My dad, after watching this movie, described it as “Die Hard in a shopping mall,” and that’s exactly what it is, because Morgan has to use all of his wits and anything available to him in order to take down Scalzetti’s crew and Scalzetti himself. One of the more interesting things this film brought to light was pioneering the use of shampoo as a deterrent to your foes. This may sound hilarious to you, but when Morgan is facing Simulus in the upscale department store, he spreads shampoo near an escalator exit. When Simulus comes running up with guns blazing, he goes sliding through several displays and ends up shooting the head of a mannequin (another moment that made me happy; mannequins freak me out).

There are also several twists and turns in this movie that surprised me and raise it one notch above your average action film. One thug that the movie leads you to believe is dead actually comes back to attack Morgan a second time; apparently his injury was not that serious. Additionally, Scalzetti takes some hostages, including Morgan’s wife Cat, which can only ramp up the tension about ten thousand notches for our hero.

As for the acting, it’s about what you’d expect from a TV action movie, but the absolute stand-out roles here are Erika Eleniak as Cat Morgan and Eric Roberts as Jimmy Scalzetti. For Erika, here was a role that was not asking her to be half-naked all the time or to show her breasts (can we say Under Siege, anyone?). She really got to show that she can act and make it be believable, and make herself be sympathetic to the audience. Hats off to Erika for a job well done.

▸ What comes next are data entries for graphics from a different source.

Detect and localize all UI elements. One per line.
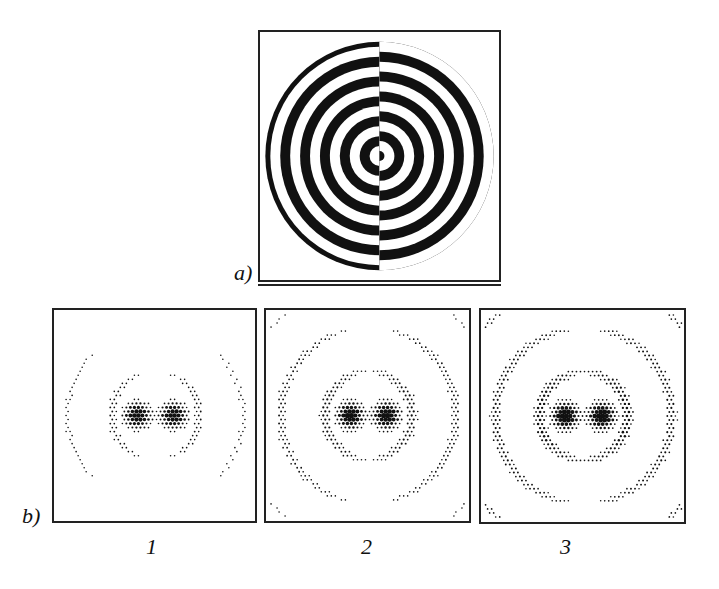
subpanel-2-number: 2 [361, 536, 372, 558]
subpanel-1-number: 1 [146, 536, 157, 558]
intensity-map-2 [266, 310, 469, 521]
zone-plate-image [260, 32, 499, 280]
intensity-map-1 [54, 310, 255, 521]
panel-a-zone-plate [258, 30, 501, 282]
panel-b3-intensity [479, 308, 686, 524]
panel-b-label: b) [22, 505, 40, 527]
panel-b1-intensity [52, 308, 257, 523]
panel-b2-intensity [264, 308, 471, 523]
panel-a-label: a) [234, 262, 252, 284]
subpanel-3-number: 3 [560, 536, 571, 558]
intensity-map-3 [481, 310, 684, 522]
panel-a-bottom-rule [258, 284, 501, 286]
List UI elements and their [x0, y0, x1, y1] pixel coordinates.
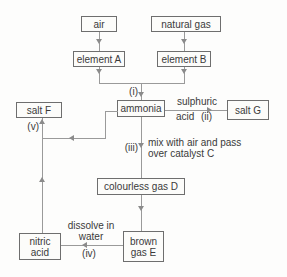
connector-ammonia-to-salt-g — [165, 110, 227, 111]
connector-salt-f-to-nitric-acid — [42, 118, 43, 233]
label-over-catalyst-c: over catalyst C — [148, 148, 214, 159]
step-label-iii: (iii) — [119, 142, 138, 153]
connector-gas-e-to-nitric-acid — [61, 245, 123, 246]
arrowhead-to-gas-d-icon — [138, 143, 144, 148]
arrowhead-element-a-out-icon — [96, 69, 102, 74]
label-water: water — [64, 231, 118, 242]
box-salt-g: salt G — [227, 100, 269, 120]
box-element-b: element B — [157, 51, 211, 67]
arrowhead-into-salt-f-icon — [39, 119, 45, 124]
arrowhead-ammonia-to-junction-icon — [69, 135, 74, 141]
label-sulphuric: sulphuric — [168, 96, 226, 107]
arrowhead-element-b-out-icon — [181, 69, 187, 74]
connector-ammonia-left-down — [105, 111, 106, 139]
step-label-v: (v) — [22, 121, 39, 132]
box-salt-f: salt F — [16, 102, 62, 118]
connector-gas-d-to-gas-e — [141, 195, 142, 231]
box-colourless-gas-d: colourless gas D — [97, 178, 185, 195]
box-element-a: element A — [73, 51, 125, 67]
arrowhead-into-element-a-icon — [96, 39, 102, 44]
label-dissolve-in: dissolve in — [64, 220, 118, 231]
step-label-i: (i) — [118, 86, 138, 97]
flow-diagram: air natural gas element A element B ammo… — [0, 0, 287, 277]
connector-merge-horizontal — [99, 83, 185, 84]
box-ammonia: ammonia — [117, 100, 165, 117]
box-natural-gas: natural gas — [151, 16, 221, 32]
box-brown-gas-e: brown gas E — [123, 231, 164, 262]
step-label-ii: (ii) — [201, 111, 212, 122]
arrowhead-nitric-acid-up-icon — [39, 177, 45, 182]
connector-ammonia-left-stub — [105, 111, 118, 112]
box-nitric-acid: nitric acid — [19, 233, 61, 260]
label-acid: acid — [176, 111, 194, 122]
arrowhead-into-element-b-icon — [181, 39, 187, 44]
step-label-iv: (iv) — [76, 248, 102, 259]
box-air: air — [81, 16, 117, 32]
label-mix-with-air: mix with air and pass — [148, 137, 241, 148]
arrowhead-into-ammonia-icon — [138, 92, 144, 97]
connector-junction-horizontal — [42, 138, 106, 139]
arrowhead-to-gas-e-icon — [138, 206, 144, 211]
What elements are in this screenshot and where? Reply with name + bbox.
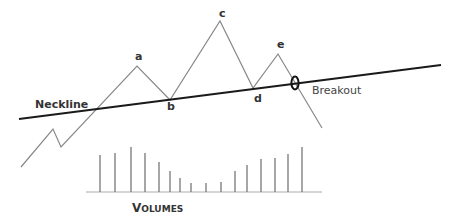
volumes-label-rest: OLUMES (141, 204, 183, 214)
head-and-shoulders-diagram: abcde Neckline Breakout VOLUMES (0, 0, 455, 219)
neckline-label: Neckline (35, 98, 88, 111)
point-label-b: b (167, 100, 175, 113)
volume-bars (100, 147, 302, 192)
point-label-a: a (135, 50, 142, 63)
point-label-d: d (254, 92, 262, 105)
breakout-label: Breakout (312, 84, 362, 97)
point-label-c: c (219, 7, 226, 20)
point-labels: abcde (135, 7, 284, 113)
volumes-label: VOLUMES (132, 201, 183, 215)
point-label-e: e (277, 38, 284, 51)
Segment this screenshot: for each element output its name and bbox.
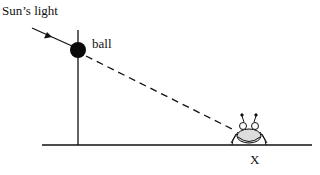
insect-icon xyxy=(231,114,267,145)
sun-light-label: Sun’s light xyxy=(2,3,58,19)
diagram-canvas xyxy=(0,0,320,175)
shadow-ray-dashed xyxy=(86,56,236,131)
position-x-label: X xyxy=(250,152,259,168)
arrow-head-icon xyxy=(44,32,52,39)
ball-label: ball xyxy=(92,36,112,52)
ball xyxy=(70,42,86,58)
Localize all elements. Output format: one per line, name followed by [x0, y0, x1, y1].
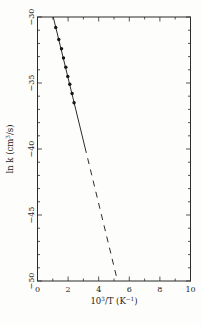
x-tick-label: 0	[35, 285, 40, 294]
plot-frame	[38, 17, 191, 281]
x-tick-label: 2	[66, 285, 71, 294]
y-tick-label: −50	[27, 273, 36, 290]
fit-line-solid	[53, 17, 85, 147]
x-axis-label: 103/T (K−1)	[90, 296, 137, 306]
y-tick-label: −45	[27, 207, 36, 224]
data-point	[64, 65, 67, 68]
data-point	[72, 101, 75, 104]
data-point	[70, 92, 73, 95]
y-tick-label: −40	[27, 141, 36, 158]
data-point	[54, 26, 57, 29]
y-tick-label: −30	[27, 9, 36, 26]
data-point	[68, 83, 71, 86]
y-axis-label: ln k (cm3/s)	[5, 124, 15, 173]
x-tick-label: 4	[96, 285, 101, 294]
arrhenius-plot-svg: 0246810−30−35−40−45−50103/T (K−1)ln k (c…	[0, 0, 202, 325]
data-point	[60, 47, 63, 50]
figure: 0246810−30−35−40−45−50103/T (K−1)ln k (c…	[0, 0, 202, 325]
data-point	[57, 38, 60, 41]
x-tick-label: 6	[127, 285, 132, 294]
data-point	[66, 75, 69, 78]
fit-line-dashed	[85, 147, 118, 281]
data-point	[62, 56, 65, 59]
y-tick-label: −35	[27, 75, 36, 92]
x-tick-label: 8	[157, 285, 162, 294]
x-tick-label: 10	[185, 285, 195, 294]
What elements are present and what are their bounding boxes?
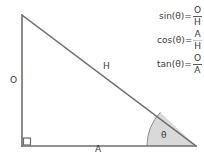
formula-cosine-fraction: A H [193, 30, 202, 51]
side-label-hypotenuse: H [103, 62, 110, 71]
angle-label-theta: θ [161, 131, 167, 140]
formula-tangent-numerator: O [193, 54, 202, 64]
formula-tangent-fraction: O A [193, 54, 202, 75]
side-label-adjacent: A [95, 145, 101, 154]
trigonometry-diagram-canvas: O H A θ sin(θ)= O H cos(θ)= A H tan(θ)= … [0, 0, 204, 160]
formula-sine: sin(θ)= O H [138, 4, 202, 28]
formula-cosine-numerator: A [194, 30, 202, 40]
formula-tangent-lhs: tan(θ)= [157, 59, 192, 69]
formula-sine-numerator: O [193, 6, 202, 16]
formula-cosine-denominator: H [193, 41, 202, 51]
right-angle-marker-icon [24, 138, 31, 145]
side-label-opposite: O [10, 76, 17, 85]
formula-tangent-denominator: A [193, 65, 201, 75]
formula-cosine-lhs: cos(θ)= [157, 35, 192, 45]
trig-formula-list: sin(θ)= O H cos(θ)= A H tan(θ)= O A [138, 4, 202, 76]
formula-sine-denominator: H [193, 17, 202, 27]
formula-sine-lhs: sin(θ)= [159, 11, 192, 21]
formula-tangent: tan(θ)= O A [138, 52, 202, 76]
formula-sine-fraction: O H [193, 6, 202, 27]
formula-cosine: cos(θ)= A H [138, 28, 202, 52]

As for Eric Roberts, the casting couldn’t have been better. He pulls off Jimmy Scalzetti with the right amounts of wit, sarcasm, and cold-blooded criminal that I have come to expect from this very talented actor. And while I have previously complained that he tends to play very one-dimensional villains, here was a villain that was two-dimensional--he wasn’t taking down Chicago Place without a reason (he needs the money for his son’s bone marrow transplant, remember?), and it wasn’t like he hadn’t tried other avenues (ex-cons can’t get insurance, remember?). This character was a desperate man with desperate means to take down an impossible score...and whether he makes it or not is up to you to find out.

The music was composed by two different musicians--the main theme was done by John Debney, which is a name I remember from other TV projects and action films. The rest of the music was done by Louis Febre, who did an awesome job accenting the adrenaline-pumping action scenes in this film.

There is one quibble I had with Breakaway, and it’s that the film suffers from “one-liner” syndrome. This happens with two of the lines that are repeated at least three times by different characters throughout the film. In the first instance, Morgan says to one of the Triad gangsters, “Now there’s an easy way and there’s a hard way. Do the right thing.” His own partner, Rich, says it the second time. The third time comes once again from Morgan when he has Scalzetti in his sights near the end of the film. Now do you see what I mean by “one-liner syndrome?” This is something that, oftentimes, first-time writers and directors suffer from, because they think they’re being cool. To me, it just comes off as bad writing.

The other instance of “one-liner syndrome” came with the line, “You’re a class act, (insert character name here).” I caught that three times as well--first with Morgan, then with Rich, then with Scalzetti. This sort-of thing happened a lot in 80’s action movies too, of which I am a fan, but merely for the stunts and production design--not for the cheesy dialogue. Something tells me this might have been an older script that was hastily updated when it was called into production, and they overlooked the “one-liner syndrome” that often plagued its 80’s cohorts.

If you’re able to put this aside, you’ll find a very decent Christmas action movie that doesn’t scrimp on the effects and the stunts just because it’s a TV movie. If you’re a fan of Dean Cain, you won’t be disappointed either, because he pulls of a very strong performance in this film as the cop that just won’t quit. And if you’re a guy looking for some testosterone-fixin’ this holiday season, and you stumble on Breakaway, then lucky you--you’re in for a holly-jolly good time.